TuesdayJanuary082008

Roger Clemens And Brian McNamee Break Up

clemens_mcnamee.jpg

If you were talking to the person who sullied your 20+ year pitching career for the first time, how many swear words could you hold yourself to? In the most awkward phone conversation aired since Nixon’s Watergate tapes, Mitchell Reportee Roger Clemens played a tape of him confronting his accuser Brian McNamee in an exchange in which no one swore or threatened bodily harm to the other. Clemens restraint here makes us respect him more than this did.

Perhaps the most notable remark McNamee made during the phone call with Clemens came when he referred to that arrangement: “All I did was what I thought was right,” McNamee said. “I never thought it was right, but I thought I had no choice.” McNamee did not indicate if his actions were not “right” because they were untruthful or because they implicated a friend. Clemens did not ask.
Seemingly seeking forgiveness from his longtime friend and employer, and anguished over his own legal troubles and what he described as his “dying” 10-year-old son, McNamee pleaded eight times, “What do you want me to do?” Clemens rarely responded by confronting McNamee, leaving the question of which side is telling the truth to linger, probably until the two appear before a Congressional committee Jan. 16.

Why does a big part of the biggest MLB story in ages sound like a Lifetime movie. Frayed friendship? Check. Wronged person seeking retribution? Check. Dying son?!? Check. Apparently, a soap opera setting fits this circus perfectly.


The entries shown next need to be written again word for word.

- Data under study -
--

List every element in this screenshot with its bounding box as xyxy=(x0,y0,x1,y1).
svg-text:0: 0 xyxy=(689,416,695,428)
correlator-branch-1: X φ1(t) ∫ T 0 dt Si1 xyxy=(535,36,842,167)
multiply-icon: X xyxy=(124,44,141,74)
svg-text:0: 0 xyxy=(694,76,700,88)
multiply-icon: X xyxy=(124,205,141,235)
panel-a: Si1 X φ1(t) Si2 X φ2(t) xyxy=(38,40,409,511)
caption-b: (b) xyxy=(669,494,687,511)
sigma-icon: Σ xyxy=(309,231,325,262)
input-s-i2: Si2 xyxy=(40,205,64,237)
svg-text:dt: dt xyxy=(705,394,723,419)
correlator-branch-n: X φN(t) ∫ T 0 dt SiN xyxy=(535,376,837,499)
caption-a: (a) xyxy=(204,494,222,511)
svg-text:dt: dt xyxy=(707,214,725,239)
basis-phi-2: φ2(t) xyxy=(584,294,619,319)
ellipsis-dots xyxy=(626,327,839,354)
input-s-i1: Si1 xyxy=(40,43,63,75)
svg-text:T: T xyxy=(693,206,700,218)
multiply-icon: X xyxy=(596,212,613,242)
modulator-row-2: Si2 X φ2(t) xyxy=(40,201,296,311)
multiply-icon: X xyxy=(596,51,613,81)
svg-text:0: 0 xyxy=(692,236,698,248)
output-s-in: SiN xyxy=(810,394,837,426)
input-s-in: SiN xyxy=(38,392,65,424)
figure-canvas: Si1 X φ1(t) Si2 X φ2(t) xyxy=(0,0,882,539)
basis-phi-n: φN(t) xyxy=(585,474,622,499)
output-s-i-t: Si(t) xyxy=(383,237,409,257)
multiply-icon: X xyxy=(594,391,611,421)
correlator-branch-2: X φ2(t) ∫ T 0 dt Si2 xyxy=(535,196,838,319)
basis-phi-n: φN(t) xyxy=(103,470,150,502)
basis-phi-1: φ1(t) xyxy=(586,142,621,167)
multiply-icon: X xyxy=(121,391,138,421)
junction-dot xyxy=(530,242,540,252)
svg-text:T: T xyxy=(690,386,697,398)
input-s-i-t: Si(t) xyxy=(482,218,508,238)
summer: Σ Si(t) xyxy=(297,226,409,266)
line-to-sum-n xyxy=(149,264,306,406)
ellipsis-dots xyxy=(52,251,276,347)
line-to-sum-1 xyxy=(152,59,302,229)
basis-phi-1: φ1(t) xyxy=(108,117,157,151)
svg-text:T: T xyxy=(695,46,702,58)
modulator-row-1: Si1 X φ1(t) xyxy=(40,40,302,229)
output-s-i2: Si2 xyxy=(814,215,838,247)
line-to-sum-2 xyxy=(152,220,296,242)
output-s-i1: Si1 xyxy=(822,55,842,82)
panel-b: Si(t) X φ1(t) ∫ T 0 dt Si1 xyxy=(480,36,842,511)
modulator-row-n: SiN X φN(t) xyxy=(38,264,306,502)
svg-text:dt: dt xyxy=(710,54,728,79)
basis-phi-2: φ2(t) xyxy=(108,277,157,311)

--

- Exercise result -
List every element in this screenshot with its bounding box as xyxy=(x0,y0,x1,y1).
svg-text:0: 0 xyxy=(689,416,695,428)
correlator-branch-1: X φ1(t) ∫ T 0 dt Si1 xyxy=(535,36,842,167)
multiply-icon: X xyxy=(124,44,141,74)
svg-text:0: 0 xyxy=(694,76,700,88)
multiply-icon: X xyxy=(124,205,141,235)
panel-a: Si1 X φ1(t) Si2 X φ2(t) xyxy=(38,40,409,511)
caption-b: (b) xyxy=(669,494,687,511)
sigma-icon: Σ xyxy=(309,231,325,262)
input-s-i2: Si2 xyxy=(40,205,64,237)
svg-text:dt: dt xyxy=(705,394,723,419)
correlator-branch-n: X φN(t) ∫ T 0 dt SiN xyxy=(535,376,837,499)
caption-a: (a) xyxy=(204,494,222,511)
svg-text:dt: dt xyxy=(707,214,725,239)
basis-phi-2: φ2(t) xyxy=(584,294,619,319)
ellipsis-dots xyxy=(626,327,839,354)
input-s-i1: Si1 xyxy=(40,43,63,75)
svg-text:T: T xyxy=(693,206,700,218)
multiply-icon: X xyxy=(596,212,613,242)
modulator-row-2: Si2 X φ2(t) xyxy=(40,201,296,311)
multiply-icon: X xyxy=(596,51,613,81)
svg-text:0: 0 xyxy=(692,236,698,248)
output-s-in: SiN xyxy=(810,394,837,426)
input-s-in: SiN xyxy=(38,392,65,424)
figure-canvas: Si1 X φ1(t) Si2 X φ2(t) xyxy=(0,0,882,539)
basis-phi-n: φN(t) xyxy=(585,474,622,499)
output-s-i-t: Si(t) xyxy=(383,237,409,257)
multiply-icon: X xyxy=(594,391,611,421)
correlator-branch-2: X φ2(t) ∫ T 0 dt Si2 xyxy=(535,196,838,319)
basis-phi-n: φN(t) xyxy=(103,470,150,502)
basis-phi-1: φ1(t) xyxy=(586,142,621,167)
multiply-icon: X xyxy=(121,391,138,421)
junction-dot xyxy=(530,242,540,252)
svg-text:T: T xyxy=(690,386,697,398)
input-s-i-t: Si(t) xyxy=(482,218,508,238)
summer: Σ Si(t) xyxy=(297,226,409,266)
line-to-sum-n xyxy=(149,264,306,406)
ellipsis-dots xyxy=(52,251,276,347)
line-to-sum-1 xyxy=(152,59,302,229)
basis-phi-1: φ1(t) xyxy=(108,117,157,151)
svg-text:T: T xyxy=(695,46,702,58)
modulator-row-1: Si1 X φ1(t) xyxy=(40,40,302,229)
output-s-i2: Si2 xyxy=(814,215,838,247)
line-to-sum-2 xyxy=(152,220,296,242)
output-s-i1: Si1 xyxy=(822,55,842,82)
panel-b: Si(t) X φ1(t) ∫ T 0 dt Si1 xyxy=(480,36,842,511)
modulator-row-n: SiN X φN(t) xyxy=(38,264,306,502)
svg-text:dt: dt xyxy=(710,54,728,79)
basis-phi-2: φ2(t) xyxy=(108,277,157,311)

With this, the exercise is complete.